The government falls over an astonishing Masonic cabal
Postwar Italian governments have fallen apart-for almost every conceivable reason, from failed budget votes (1964) to squabbles over abortion reform (1976) to Communist bids for power (1978). Even so, the most inventive Italian citizen would be hard pressed to dream up the bizarre scandal that rocked the country last week and toppled the four-party coalition government of Prime Minister Arnaldo Forlani. Some of the leading, members of a secret Masonic groupwhich allegedly involved nearly 1,000 respected figures of the Italian Establishment, including members of Forlani's own Cabinetwere accused by the judiciary of such offenses as espionage, tax fraud, illegal currency dealings and even of planning to undermine the country's parliamentary system and form "a state within a state."
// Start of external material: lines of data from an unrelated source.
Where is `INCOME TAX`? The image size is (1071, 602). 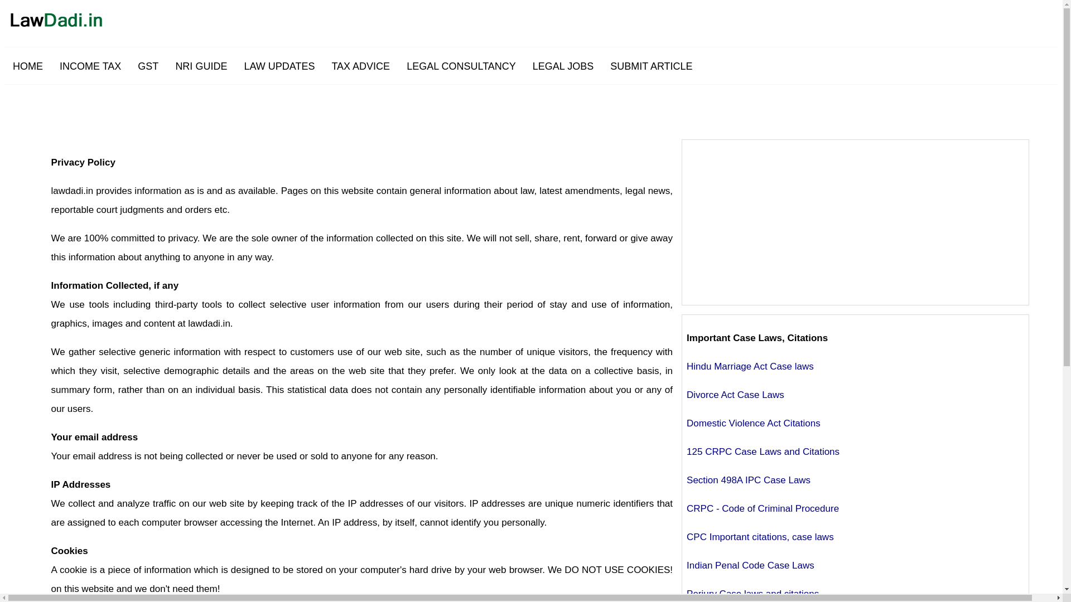 INCOME TAX is located at coordinates (90, 66).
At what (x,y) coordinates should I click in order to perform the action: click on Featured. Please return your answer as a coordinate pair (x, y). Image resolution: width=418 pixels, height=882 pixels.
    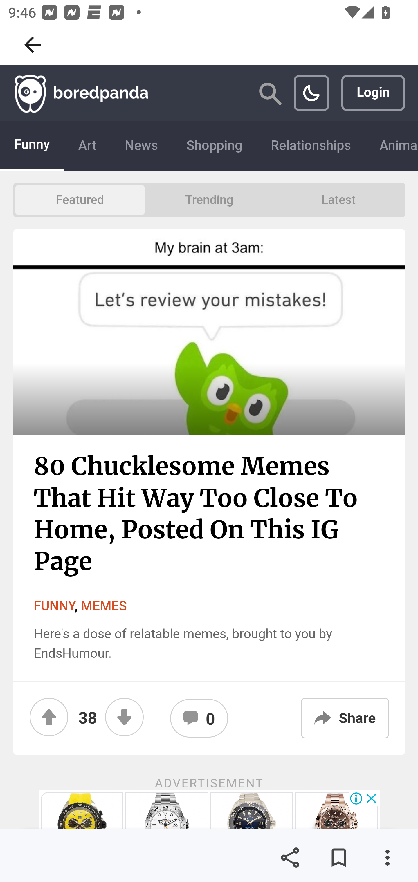
    Looking at the image, I should click on (79, 200).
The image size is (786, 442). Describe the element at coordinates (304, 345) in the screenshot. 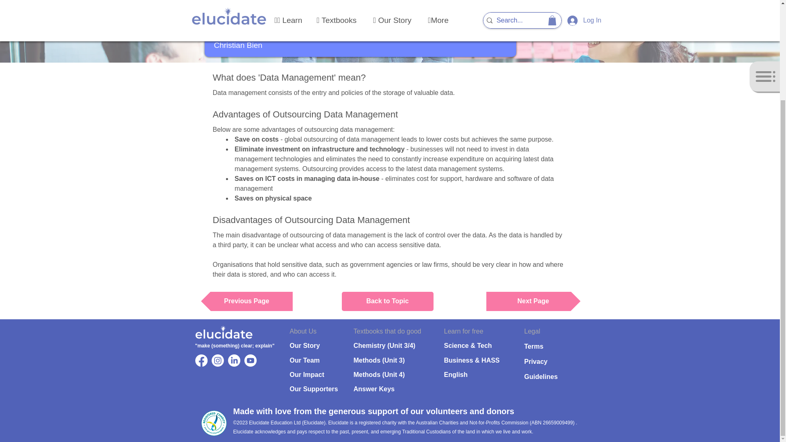

I see `Our Story` at that location.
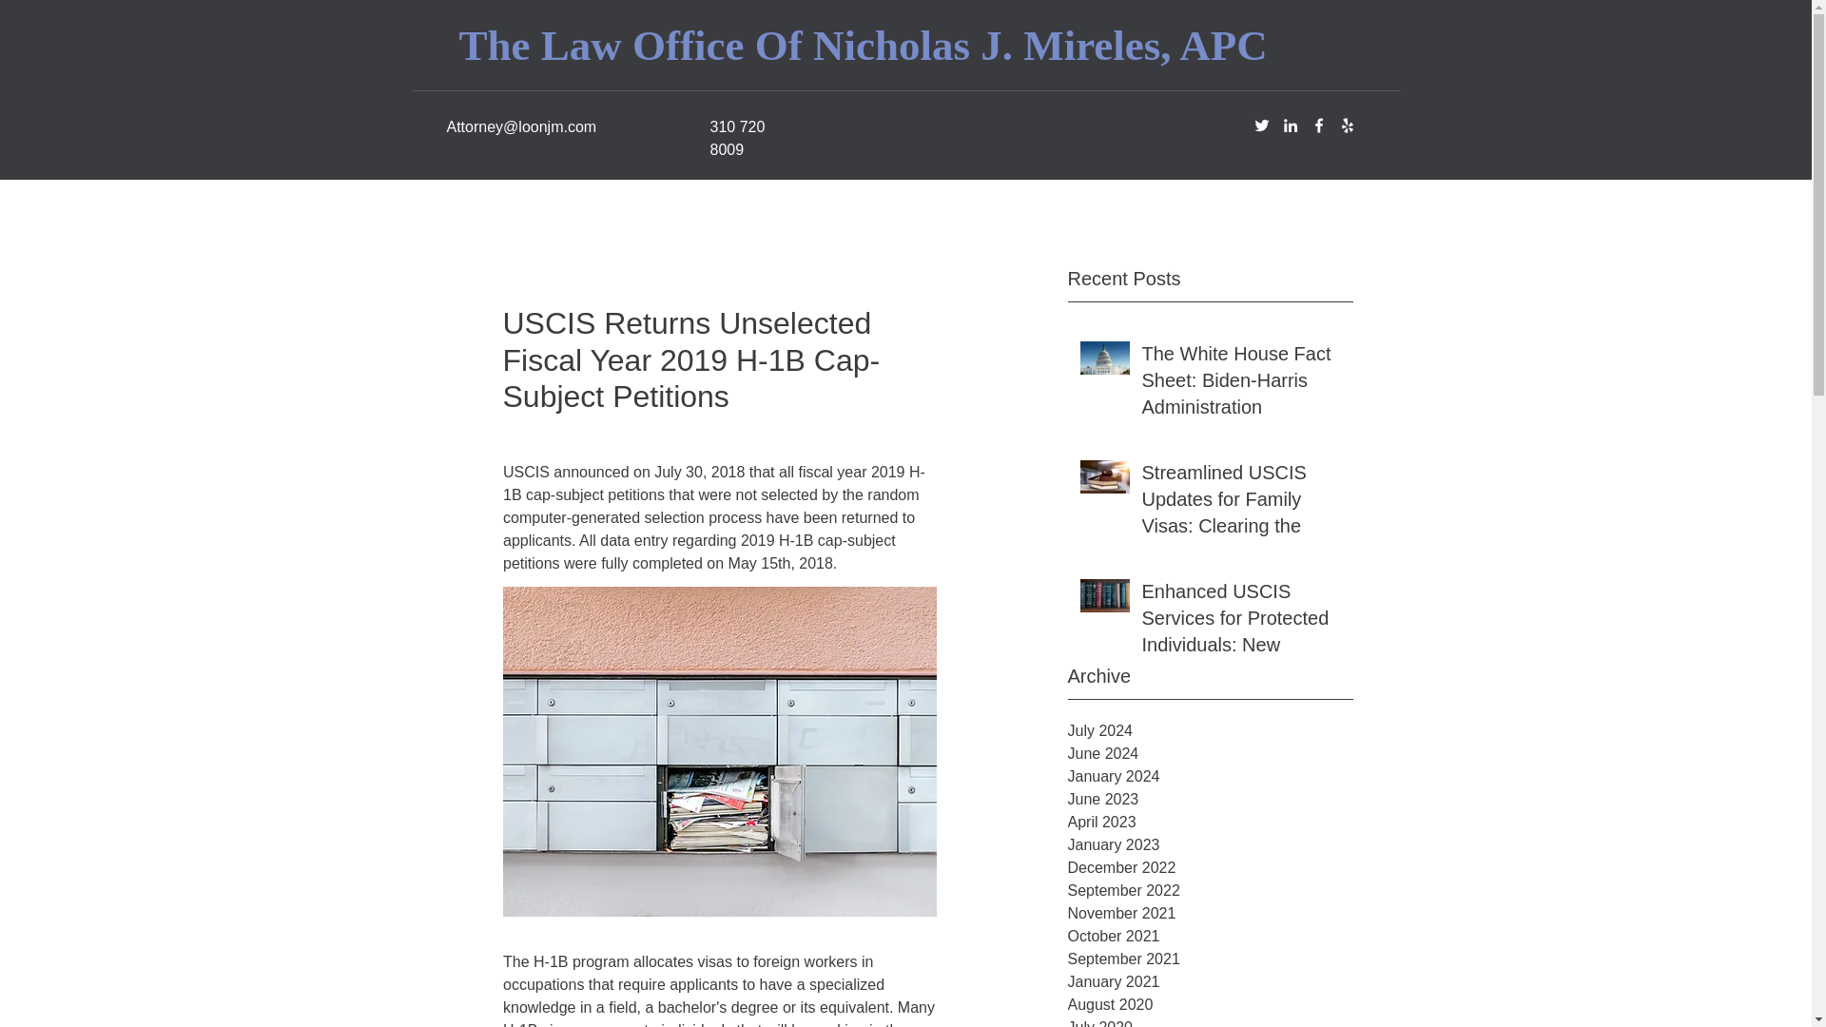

Though the accusations were still unproved and could be the result of some monstrous hoax, the effects were devastating. They began with the abrupt resignation of Justice Minister Adolfo Sarti after he was said to be associated with the secret group, and concluded three days later with Forlani handing in his own resignation to President Sandro Pertini at the Quirinal Palace. It left Pertini with the task of either finding a potential Prime Minister capable of forming a new governmentthe 41st since 1946or calling unwanted early elections.
Rumors of the scandal finally prompted Forlani himself to detonate the explosion. He released a card file listing the names of 963 members in the secret Masonic lodge designated "P2" (the P standing for "Propaganda"). The list had been found at the Arezzo villa of Licio Gelli, 62, a seemingly innocuous Tuscan-born businessman. Police carted out more than 1,000 letters, documents, diaries and ledgers in a dawn raid. Among the papers were confidential police intelligence reports from the 1960s that the government had ordered destroyed in 1974. Said an investigator: "The documents have a potential for blackmail in political, economic and journalistic circles. Licio Gelli had his hand in everything."
The list of alleged P2 members read like an honor roll of Italy. Justice Minister Sarti was listed only as a candidate for lodge membership, but two other Cabinet membersLabor Minister Franco Foschi and Foreign Trade Minister Enrico Mancawere listed as full members. So were such military figures as Admiral Giovanni Torrisi, the Defense Chief of Staff; General Giulio Grassini, chief of the Interior Ministry's secret intelligence service; and General Giuseppe Santovito, head of the Military Information and Security Service. Financiers included a top official of the Banco di Roma, Italy's third largest bank, and a former director-general of the Banca Nazionale del Lavoro, the country's largest.
Most of the individuals named indignantly denied any connection with P2. Of the 30 parliamentarians on the list, only Fabrizio Cicchitto, a director of the Socialist Party, admitted his membership.